There is an array of different JavaScript GraphQL clients to work with, however Apollo does a great job of managing data in React, and reduces the need for Redux, which in turn cuts out a tonne of boilerplate code. Apollo can fetch the GraphQL queries, and perform mutations. It can also cache GraphQL data, and manages error handling and loading states automatically. React-Apollo is used as an adaptor for the Apollo Client, which is the view layer.

Next.js

This project uses Next.js, which covers server side rendering and all of the routing and tooling, such as Webpack configuration. Because of SSR, the server will render the first run of the application, and the client with pickup from there and check if any updates are needed. As each React component has it's own styling, it brings the CSS when it's ready to be mounted. With SSR, everything needs to be fetched and ready before the data is sent to the browser, therefore it needs the CSS at the point of the initial render. Next.js solves this with Document component, which is only rendered on the server side. It's used to change the initial server side rendered markup. It will fetch the CSS before its rendered in the browser.

BACKEND

Prisma

Prisma is a library that sits on top of a database, and provides a full featured GraphQL API, which can perform CRUD operations, relationships, data updating, querying etc. When creating data relationships and mutating or querying from GraphQL, it's Prisma that actually does all of the work under the hood. Just to be clear, GraphQL is a specification for how your data should look. It does not actually query or mutate data itself. When you build and modify your data model, you deploy your updated version to the prisma server, and then Prisma will return the GraphQL schema. During the project I don't actually write any Postgres or MySql queries, I always interface with the GraphQL queries that Prisma surfaces for me.

Yoga

The GraphQL Yoga server allows us to add server side logic to perform mutations and queries using JavaScript. Prisma is given a data model, and it generates a set of CRUD APIs, such as create, update, delete etc. Prisma can also provide relationships between our data. The problem with just using Prisma is there is no security or authentication layer. We can’t add any of our own custom logic. If we want to be able to charge CCs's, check email and passwords, create and check permissions, etc then we need another layer of server side logic before it hits the DB. That’s what GraphQL Yoga is for.

Backend files

Various different files and configs are required in order for the GraphQL Yoga and Prisma servers to be created. Some require manual setup and some are generated dependent on changes to the data model. Below is a list of files in the backend repo and what each file is for -

dataModel.prisma

This is the data model for Prisma and for the db that lives underneath Prisma. Every time your data model is modified, it must be deployed to Prisma, so that it will update the DB to know and expect the new items in the data model. The updated prism schema needs to be pulled down via the post deploy hook.

prisma.yml

This includes the endpoint name, data modal name, secret, and any post deploy hooks.
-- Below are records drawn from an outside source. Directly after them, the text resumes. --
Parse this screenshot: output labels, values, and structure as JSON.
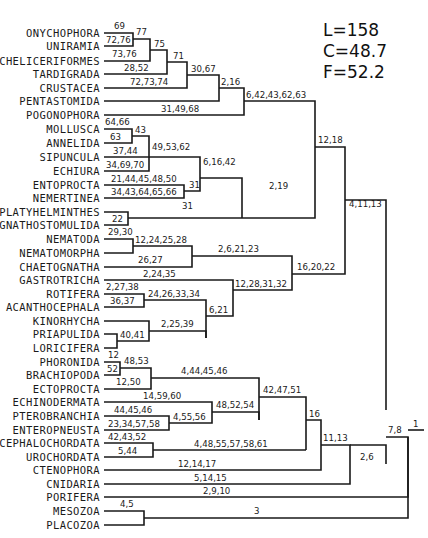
{
  "stats": {
    "L": "L=158",
    "C": "C=48.7",
    "F": "F=52.2"
  },
  "taxa": [
    {
      "name": "ONYCHOPHORA",
      "y": 33
    },
    {
      "name": "UNIRAMIA",
      "y": 46
    },
    {
      "name": "CHELICERIFORMES",
      "y": 61
    },
    {
      "name": "TARDIGRADA",
      "y": 74
    },
    {
      "name": "CRUSTACEA",
      "y": 88
    },
    {
      "name": "PENTASTOMIDA",
      "y": 101
    },
    {
      "name": "POGONOPHORA",
      "y": 115
    },
    {
      "name": "MOLLUSCA",
      "y": 129
    },
    {
      "name": "ANNELIDA",
      "y": 143
    },
    {
      "name": "SIPUNCULA",
      "y": 157
    },
    {
      "name": "ECHIURA",
      "y": 171
    },
    {
      "name": "ENTOPROCTA",
      "y": 185
    },
    {
      "name": "NEMERTINEA",
      "y": 198
    },
    {
      "name": "PLATYHELMINTHES",
      "y": 212
    },
    {
      "name": "GNATHOSTOMULIDA",
      "y": 225
    },
    {
      "name": "NEMATODA",
      "y": 239
    },
    {
      "name": "NEMATOMORPHA",
      "y": 253
    },
    {
      "name": "CHAETOGNATHA",
      "y": 267
    },
    {
      "name": "GASTROTRICHA",
      "y": 280
    },
    {
      "name": "ROTIFERA",
      "y": 294
    },
    {
      "name": "ACANTHOCEPHALA",
      "y": 307
    },
    {
      "name": "KINORHYCHA",
      "y": 321
    },
    {
      "name": "PRIAPULIDA",
      "y": 334
    },
    {
      "name": "LORICIFERA",
      "y": 348
    },
    {
      "name": "PHORONIDA",
      "y": 362
    },
    {
      "name": "BRACHIOPODA",
      "y": 375
    },
    {
      "name": "ECTOPROCTA",
      "y": 389
    },
    {
      "name": "ECHINODERMATA",
      "y": 402
    },
    {
      "name": "PTEROBRANCHIA",
      "y": 416
    },
    {
      "name": "ENTEROPNEUSTA",
      "y": 430
    },
    {
      "name": "CEPHALOCHORDATA",
      "y": 443
    },
    {
      "name": "UROCHORDATA",
      "y": 457
    },
    {
      "name": "CTENOPHORA",
      "y": 470
    },
    {
      "name": "CNIDARIA",
      "y": 484
    },
    {
      "name": "PORIFERA",
      "y": 497
    },
    {
      "name": "MESOZOA",
      "y": 511
    },
    {
      "name": "PLACOZOA",
      "y": 525
    }
  ],
  "edges": [
    "M104,33 H133 V46 H104",
    "M133,39 H150 V61 H104",
    "M150,50 H167 V74 H104",
    "M167,62 H187 V88 H104",
    "M187,75 H219 V101 H104",
    "M219,88 H244 V115 H104",
    "M244,101 H315 V178",
    "M104,129 H132 V143 H104",
    "M132,136 H149 V157 H104",
    "M149,157 V171 H104",
    "M149,157 H200 V178",
    "M104,185 H184 V198 H104",
    "M184,191 H200 V178",
    "M200,178 H242 V218",
    "M104,212 H128 V225 H104",
    "M128,218 H242",
    "M242,218 H315 V178",
    "M315,147 H345 V245",
    "M104,239 H133 V253 H104",
    "M133,246 H192 V267 H104",
    "M192,256 H292 V274",
    "M104,294 H144 V307 H104",
    "M144,300 H206 V338",
    "M104,334 H117 V348 H104",
    "M117,341 H149 V321 H104",
    "M149,331 H206 V338",
    "M104,280 H233 V310",
    "M206,316 H233 V310",
    "M233,290 H292 V274",
    "M292,274 H345 V245",
    "M345,200 H386 V410",
    "M104,362 H120 V375 H104",
    "M120,368 H151 V389 H104",
    "M151,378 H259 V420",
    "M104,416 H169 V430 H104",
    "M169,423 H212 V402 H104",
    "M212,412 H259 V420",
    "M259,397 H306 V450",
    "M104,443 H153 V457 H104",
    "M153,450 H306",
    "M306,420 H321 V470 H104",
    "M321,445 H350 V484 H104",
    "M350,445 H386 V464",
    "M386,437 H408 V497 H104",
    "M104,511 H144 V525 H104",
    "M144,518 H408 V437",
    "M408,430 H424"
  ],
  "branch_labels": [
    {
      "text": "69",
      "x": 114,
      "y": 29
    },
    {
      "text": "72,76",
      "x": 106,
      "y": 43
    },
    {
      "text": "77",
      "x": 136,
      "y": 35
    },
    {
      "text": "73,76",
      "x": 112,
      "y": 57
    },
    {
      "text": "75",
      "x": 154,
      "y": 47
    },
    {
      "text": "28,52",
      "x": 124,
      "y": 71
    },
    {
      "text": "71",
      "x": 173,
      "y": 59
    },
    {
      "text": "72,73,74",
      "x": 130,
      "y": 85
    },
    {
      "text": "30,67",
      "x": 191,
      "y": 72
    },
    {
      "text": "2,16",
      "x": 221,
      "y": 85
    },
    {
      "text": "6,42,43,62,63",
      "x": 246,
      "y": 98
    },
    {
      "text": "31,49,68",
      "x": 161,
      "y": 112
    },
    {
      "text": "64,66",
      "x": 105,
      "y": 125
    },
    {
      "text": "63",
      "x": 110,
      "y": 140
    },
    {
      "text": "43",
      "x": 135,
      "y": 133
    },
    {
      "text": "37,44",
      "x": 113,
      "y": 154
    },
    {
      "text": "49,53,62",
      "x": 152,
      "y": 150
    },
    {
      "text": "34,69,70",
      "x": 106,
      "y": 168
    },
    {
      "text": "21,44,45,48,50",
      "x": 111,
      "y": 182
    },
    {
      "text": "31",
      "x": 189,
      "y": 188
    },
    {
      "text": "6,16,42",
      "x": 203,
      "y": 165
    },
    {
      "text": "34,43,64,65,66",
      "x": 111,
      "y": 195
    },
    {
      "text": "31",
      "x": 182,
      "y": 209
    },
    {
      "text": "22",
      "x": 112,
      "y": 222
    },
    {
      "text": "2,19",
      "x": 269,
      "y": 189
    },
    {
      "text": "12,18",
      "x": 318,
      "y": 143
    },
    {
      "text": "4,11,13",
      "x": 349,
      "y": 207
    },
    {
      "text": "29,30",
      "x": 108,
      "y": 235
    },
    {
      "text": "12,24,25,28",
      "x": 135,
      "y": 243
    },
    {
      "text": "26,27",
      "x": 138,
      "y": 263
    },
    {
      "text": "2,6,21,23",
      "x": 218,
      "y": 252
    },
    {
      "text": "16,20,22",
      "x": 297,
      "y": 270
    },
    {
      "text": "2,24,35",
      "x": 143,
      "y": 277
    },
    {
      "text": "2,27,38",
      "x": 106,
      "y": 290
    },
    {
      "text": "36,37",
      "x": 110,
      "y": 304
    },
    {
      "text": "24,26,33,34",
      "x": 148,
      "y": 297
    },
    {
      "text": "12,28,31,32",
      "x": 235,
      "y": 287
    },
    {
      "text": "6,21",
      "x": 209,
      "y": 313
    },
    {
      "text": "2,25,39",
      "x": 161,
      "y": 327
    },
    {
      "text": "40,41",
      "x": 120,
      "y": 338
    },
    {
      "text": "12",
      "x": 108,
      "y": 358
    },
    {
      "text": "48,53",
      "x": 124,
      "y": 364
    },
    {
      "text": "52",
      "x": 107,
      "y": 372
    },
    {
      "text": "12,50",
      "x": 116,
      "y": 385
    },
    {
      "text": "4,44,45,46",
      "x": 181,
      "y": 374
    },
    {
      "text": "42,47,51",
      "x": 263,
      "y": 393
    },
    {
      "text": "14,59,60",
      "x": 143,
      "y": 399
    },
    {
      "text": "44,45,46",
      "x": 114,
      "y": 413
    },
    {
      "text": "48,52,54",
      "x": 216,
      "y": 408
    },
    {
      "text": "4,55,56",
      "x": 173,
      "y": 420
    },
    {
      "text": "23,34,57,58",
      "x": 108,
      "y": 427
    },
    {
      "text": "16",
      "x": 309,
      "y": 417
    },
    {
      "text": "42,43,52",
      "x": 108,
      "y": 440
    },
    {
      "text": "5,44",
      "x": 118,
      "y": 454
    },
    {
      "text": "4,48,55,57,58,61",
      "x": 194,
      "y": 447
    },
    {
      "text": "11,13",
      "x": 323,
      "y": 441
    },
    {
      "text": "12,14,17",
      "x": 178,
      "y": 467
    },
    {
      "text": "2,6",
      "x": 360,
      "y": 460
    },
    {
      "text": "7,8",
      "x": 388,
      "y": 433
    },
    {
      "text": "5,14,15",
      "x": 194,
      "y": 481
    },
    {
      "text": "1",
      "x": 413,
      "y": 427
    },
    {
      "text": "2,9,10",
      "x": 203,
      "y": 494
    },
    {
      "text": "4,5",
      "x": 120,
      "y": 507
    },
    {
      "text": "3",
      "x": 254,
      "y": 514
    }
  ]
}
The post deploy hook will download the Prisma schema (prisma.graphQL)depending on the data modal.

prisma.graphQL

This is a generated file based on the data model that you feed to Prisma. It’s a huge graphQL file which includes all the types, filtering, mutations and queries that are required for the underlying CRUD API that sits on top of GraphQL.

schema.graphQL

Anything you want to be visible via your API goes in your schema. All the types of queries and mutations that you want go inside this file.

Testing

Jest and Enzyme is used for testing the core React components.